Did you know that there’s a new Aerosmith album? Well, that’s not really exactly true. There’s a new record with Aerosmith’s name on the album charts, though. Aerosmith canceled their long-delayed farewell tour last year, but singer Steven Tyler and guitarist Joe Perry keep getting back together to do things, including an Ozzy Osbourne tribute at the VMAs, which also featured the young British uncanny-valley rocker Yungblud. Tyler, Perry, and Yungblud also joined forces for the collaborative EP One More Time, and now that EP has put Aerosmith on the very short list of acts with top-10 albums six decades in a row.
Hey, look at that! A completely meaningless chart benchmark! Those are fun! As Billboard notes, the One More Time EP debuts at #9 on the album chart this week, despite not being an album. (One More Time has five songs, and one of them is the “2025 mix” of “Back In The Saddle.”) One More Time is officially the first Aerosmith record in 12 years. Their final studio album Music From Another Dimension! debuted and peaked at #5 in 2012.
Previously, Aerosmith had their first top-10 success when their 1976 album Rocks peaked at #3. Surprisingly, that’s the band’s only top-10 album from the ’70s. (Toys In The Attic and Draw The Line both peaked at #11.) Aerosmith also had one top-10 album in the ’80s; their 1989 comeback LP Pump peaked at #5. Things changed in the Soundscan era. Aerosmith had three top-10 albums in the ’90s and three in the ’00s. Some of those are greatest-hits collections, but they still count.
Thanks to the chart debut of the One More Time EP, Aerosmith join the Rolling Stones, their obvious inspirations, as the only bands with at least one top-10 album in six consecutive decades, from the ’70s through to the ’20s. (The Stones also had nine top-10 albums in the ’60s, so their streak is a lot longer.) Three solo acts are also on the six-decade list: Paul McCartney, Bruce Springsteen, and James Taylor.
In other album-chart news, Billboard reports that Taylor Swift’s The Life Of A Showgirl has finally fallen from the #1 spot on this week’s album list. K-pop act Stray Kids debut at #1 with their new record Do It, which has 295,000 album equivalent units. Of that number, 286,000 are actual album sales, thanks in part to seven available CD variants. Beginning with 2022’s Oddinary, Stray Kids have released eight album this decade, and they’ve all debuted at #1. They’re the first group in history to pull off that particular feat. The Wicked: For Good soundtrack debuts at #2, with Swift all the way down at #3.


Whenever a line in the entries includes the word "autorreprodução", copy that line out.

[Data entries for graphics]
== Segment start ==
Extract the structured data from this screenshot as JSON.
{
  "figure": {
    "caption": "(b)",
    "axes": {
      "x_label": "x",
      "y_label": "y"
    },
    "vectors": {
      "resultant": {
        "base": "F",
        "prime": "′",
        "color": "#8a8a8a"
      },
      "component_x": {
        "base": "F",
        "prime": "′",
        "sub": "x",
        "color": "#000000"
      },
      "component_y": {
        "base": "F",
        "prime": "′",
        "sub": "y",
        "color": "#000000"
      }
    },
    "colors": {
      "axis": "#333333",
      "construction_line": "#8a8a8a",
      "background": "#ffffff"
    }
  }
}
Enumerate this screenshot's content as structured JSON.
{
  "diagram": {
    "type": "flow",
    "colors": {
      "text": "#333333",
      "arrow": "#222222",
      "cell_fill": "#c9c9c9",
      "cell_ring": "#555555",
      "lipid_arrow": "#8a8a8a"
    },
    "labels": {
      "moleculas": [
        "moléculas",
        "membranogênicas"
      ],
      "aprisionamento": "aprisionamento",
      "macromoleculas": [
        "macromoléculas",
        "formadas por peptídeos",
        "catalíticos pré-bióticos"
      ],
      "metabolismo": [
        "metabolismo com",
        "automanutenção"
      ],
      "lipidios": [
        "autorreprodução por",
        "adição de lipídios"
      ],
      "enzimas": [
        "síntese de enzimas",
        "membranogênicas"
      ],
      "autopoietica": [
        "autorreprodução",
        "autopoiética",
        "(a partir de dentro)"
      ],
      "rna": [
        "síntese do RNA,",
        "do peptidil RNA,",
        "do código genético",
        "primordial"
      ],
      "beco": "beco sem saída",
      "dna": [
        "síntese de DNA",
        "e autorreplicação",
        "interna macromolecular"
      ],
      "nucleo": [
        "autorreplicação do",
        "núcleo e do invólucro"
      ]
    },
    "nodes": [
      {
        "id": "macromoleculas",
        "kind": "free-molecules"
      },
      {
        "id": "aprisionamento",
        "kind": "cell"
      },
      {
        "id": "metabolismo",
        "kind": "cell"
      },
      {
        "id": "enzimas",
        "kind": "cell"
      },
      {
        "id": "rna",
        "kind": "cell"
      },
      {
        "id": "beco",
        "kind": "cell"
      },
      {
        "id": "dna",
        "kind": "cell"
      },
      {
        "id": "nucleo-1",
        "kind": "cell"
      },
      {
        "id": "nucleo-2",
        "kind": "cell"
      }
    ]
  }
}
== Segment end ==
■ **ANSWER FOR THE TASK**:
        "autorreprodução por",
        "autorreprodução",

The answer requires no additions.